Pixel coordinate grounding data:
BEGIN

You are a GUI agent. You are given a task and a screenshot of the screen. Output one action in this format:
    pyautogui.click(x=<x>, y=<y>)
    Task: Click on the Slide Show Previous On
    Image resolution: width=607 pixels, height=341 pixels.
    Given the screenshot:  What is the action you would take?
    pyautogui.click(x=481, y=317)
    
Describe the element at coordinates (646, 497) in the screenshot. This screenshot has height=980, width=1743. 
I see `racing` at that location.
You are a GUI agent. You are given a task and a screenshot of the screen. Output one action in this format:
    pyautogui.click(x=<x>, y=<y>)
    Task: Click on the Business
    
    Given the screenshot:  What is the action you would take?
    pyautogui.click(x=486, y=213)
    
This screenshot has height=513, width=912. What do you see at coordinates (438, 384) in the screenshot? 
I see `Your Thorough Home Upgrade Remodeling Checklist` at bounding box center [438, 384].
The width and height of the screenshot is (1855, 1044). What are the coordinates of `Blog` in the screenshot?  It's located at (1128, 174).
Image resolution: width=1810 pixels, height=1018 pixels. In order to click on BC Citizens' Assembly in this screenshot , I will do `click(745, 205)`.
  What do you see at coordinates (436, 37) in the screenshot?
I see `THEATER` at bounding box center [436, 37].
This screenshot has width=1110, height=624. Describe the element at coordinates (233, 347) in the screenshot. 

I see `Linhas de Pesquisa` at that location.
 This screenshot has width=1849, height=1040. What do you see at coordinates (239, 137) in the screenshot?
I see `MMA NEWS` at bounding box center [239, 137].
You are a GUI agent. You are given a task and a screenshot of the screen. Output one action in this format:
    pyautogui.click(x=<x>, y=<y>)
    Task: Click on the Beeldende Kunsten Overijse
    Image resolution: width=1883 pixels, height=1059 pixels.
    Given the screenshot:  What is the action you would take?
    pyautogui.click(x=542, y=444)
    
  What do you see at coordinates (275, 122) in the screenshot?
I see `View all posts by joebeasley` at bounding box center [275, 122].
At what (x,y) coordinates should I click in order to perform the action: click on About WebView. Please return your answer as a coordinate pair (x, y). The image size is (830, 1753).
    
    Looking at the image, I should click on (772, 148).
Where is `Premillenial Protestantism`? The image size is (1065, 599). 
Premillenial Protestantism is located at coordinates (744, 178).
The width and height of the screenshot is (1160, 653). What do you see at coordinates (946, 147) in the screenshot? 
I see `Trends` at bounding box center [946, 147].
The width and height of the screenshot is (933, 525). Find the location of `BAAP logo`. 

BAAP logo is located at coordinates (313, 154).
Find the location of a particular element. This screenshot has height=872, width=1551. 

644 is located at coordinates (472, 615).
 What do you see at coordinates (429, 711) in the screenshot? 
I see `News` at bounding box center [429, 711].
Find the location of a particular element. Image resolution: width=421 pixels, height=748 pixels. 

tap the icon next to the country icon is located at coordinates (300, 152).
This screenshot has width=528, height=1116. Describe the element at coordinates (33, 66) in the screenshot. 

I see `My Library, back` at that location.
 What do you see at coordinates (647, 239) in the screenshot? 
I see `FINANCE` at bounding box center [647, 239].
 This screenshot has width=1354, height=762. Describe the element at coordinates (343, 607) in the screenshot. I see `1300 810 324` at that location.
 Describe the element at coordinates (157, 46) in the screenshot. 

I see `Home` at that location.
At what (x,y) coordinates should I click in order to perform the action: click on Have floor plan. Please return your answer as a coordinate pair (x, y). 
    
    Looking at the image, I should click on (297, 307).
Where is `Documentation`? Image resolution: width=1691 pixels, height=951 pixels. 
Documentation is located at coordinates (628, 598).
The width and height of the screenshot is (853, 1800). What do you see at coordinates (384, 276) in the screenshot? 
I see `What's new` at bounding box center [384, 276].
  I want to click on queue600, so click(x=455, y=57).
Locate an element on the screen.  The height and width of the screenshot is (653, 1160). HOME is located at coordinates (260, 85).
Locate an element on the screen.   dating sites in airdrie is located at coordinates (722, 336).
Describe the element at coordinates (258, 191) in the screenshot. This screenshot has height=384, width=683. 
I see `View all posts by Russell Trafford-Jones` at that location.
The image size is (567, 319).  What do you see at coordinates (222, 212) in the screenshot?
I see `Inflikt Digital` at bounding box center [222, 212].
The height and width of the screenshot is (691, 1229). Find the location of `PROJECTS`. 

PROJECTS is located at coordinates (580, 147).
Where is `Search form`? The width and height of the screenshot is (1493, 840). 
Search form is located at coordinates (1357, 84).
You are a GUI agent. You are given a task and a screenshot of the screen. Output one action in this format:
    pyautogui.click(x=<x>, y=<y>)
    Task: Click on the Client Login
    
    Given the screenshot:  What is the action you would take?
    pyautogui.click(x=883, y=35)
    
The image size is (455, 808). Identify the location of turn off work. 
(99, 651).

END

> _Exercise objective_
Nothing in the records above may be left out; repeat them exactly.

> _Result of the task_
You are a GUI agent. You are given a task and a screenshot of the screen. Output one action in this format:
    pyautogui.click(x=<x>, y=<y>)
    Task: Click on the Slide Show Previous On
    Image resolution: width=607 pixels, height=341 pixels.
    Given the screenshot:  What is the action you would take?
    pyautogui.click(x=481, y=317)
    
Describe the element at coordinates (646, 497) in the screenshot. This screenshot has height=980, width=1743. 
I see `racing` at that location.
You are a GUI agent. You are given a task and a screenshot of the screen. Output one action in this format:
    pyautogui.click(x=<x>, y=<y>)
    Task: Click on the Business
    
    Given the screenshot:  What is the action you would take?
    pyautogui.click(x=486, y=213)
    
This screenshot has height=513, width=912. What do you see at coordinates (438, 384) in the screenshot? 
I see `Your Thorough Home Upgrade Remodeling Checklist` at bounding box center [438, 384].
The width and height of the screenshot is (1855, 1044). What are the coordinates of `Blog` in the screenshot?  It's located at (1128, 174).
Image resolution: width=1810 pixels, height=1018 pixels. In order to click on BC Citizens' Assembly in this screenshot , I will do `click(745, 205)`.
  What do you see at coordinates (436, 37) in the screenshot?
I see `THEATER` at bounding box center [436, 37].
This screenshot has width=1110, height=624. Describe the element at coordinates (233, 347) in the screenshot. 

I see `Linhas de Pesquisa` at that location.
 This screenshot has width=1849, height=1040. What do you see at coordinates (239, 137) in the screenshot?
I see `MMA NEWS` at bounding box center [239, 137].
You are a GUI agent. You are given a task and a screenshot of the screen. Output one action in this format:
    pyautogui.click(x=<x>, y=<y>)
    Task: Click on the Beeldende Kunsten Overijse
    Image resolution: width=1883 pixels, height=1059 pixels.
    Given the screenshot:  What is the action you would take?
    pyautogui.click(x=542, y=444)
    
  What do you see at coordinates (275, 122) in the screenshot?
I see `View all posts by joebeasley` at bounding box center [275, 122].
At what (x,y) coordinates should I click in order to perform the action: click on About WebView. Please return your answer as a coordinate pair (x, y). The image size is (830, 1753).
    
    Looking at the image, I should click on (772, 148).
Where is `Premillenial Protestantism`? The image size is (1065, 599). 
Premillenial Protestantism is located at coordinates (744, 178).
The width and height of the screenshot is (1160, 653). What do you see at coordinates (946, 147) in the screenshot? 
I see `Trends` at bounding box center [946, 147].
The width and height of the screenshot is (933, 525). Find the location of `BAAP logo`. 

BAAP logo is located at coordinates (313, 154).
Find the location of a particular element. This screenshot has height=872, width=1551. 

644 is located at coordinates (472, 615).
 What do you see at coordinates (429, 711) in the screenshot? 
I see `News` at bounding box center [429, 711].
Find the location of a particular element. Image resolution: width=421 pixels, height=748 pixels. 

tap the icon next to the country icon is located at coordinates (300, 152).
This screenshot has width=528, height=1116. Describe the element at coordinates (33, 66) in the screenshot. 

I see `My Library, back` at that location.
 What do you see at coordinates (647, 239) in the screenshot? 
I see `FINANCE` at bounding box center [647, 239].
 This screenshot has width=1354, height=762. Describe the element at coordinates (343, 607) in the screenshot. I see `1300 810 324` at that location.
 Describe the element at coordinates (157, 46) in the screenshot. 

I see `Home` at that location.
At what (x,y) coordinates should I click in order to perform the action: click on Have floor plan. Please return your answer as a coordinate pair (x, y). 
    
    Looking at the image, I should click on (297, 307).
Where is `Documentation`? Image resolution: width=1691 pixels, height=951 pixels. 
Documentation is located at coordinates (628, 598).
The width and height of the screenshot is (853, 1800). What do you see at coordinates (384, 276) in the screenshot? 
I see `What's new` at bounding box center [384, 276].
  I want to click on queue600, so click(x=455, y=57).
Locate an element on the screen.  The height and width of the screenshot is (653, 1160). HOME is located at coordinates (260, 85).
Locate an element on the screen.   dating sites in airdrie is located at coordinates (722, 336).
Describe the element at coordinates (258, 191) in the screenshot. This screenshot has height=384, width=683. 
I see `View all posts by Russell Trafford-Jones` at that location.
The image size is (567, 319).  What do you see at coordinates (222, 212) in the screenshot?
I see `Inflikt Digital` at bounding box center [222, 212].
The height and width of the screenshot is (691, 1229). Find the location of `PROJECTS`. 

PROJECTS is located at coordinates (580, 147).
Where is `Search form`? The width and height of the screenshot is (1493, 840). 
Search form is located at coordinates (1357, 84).
You are a GUI agent. You are given a task and a screenshot of the screen. Output one action in this format:
    pyautogui.click(x=<x>, y=<y>)
    Task: Click on the Client Login
    
    Given the screenshot:  What is the action you would take?
    pyautogui.click(x=883, y=35)
    
The image size is (455, 808). Identify the location of turn off work. 
(99, 651).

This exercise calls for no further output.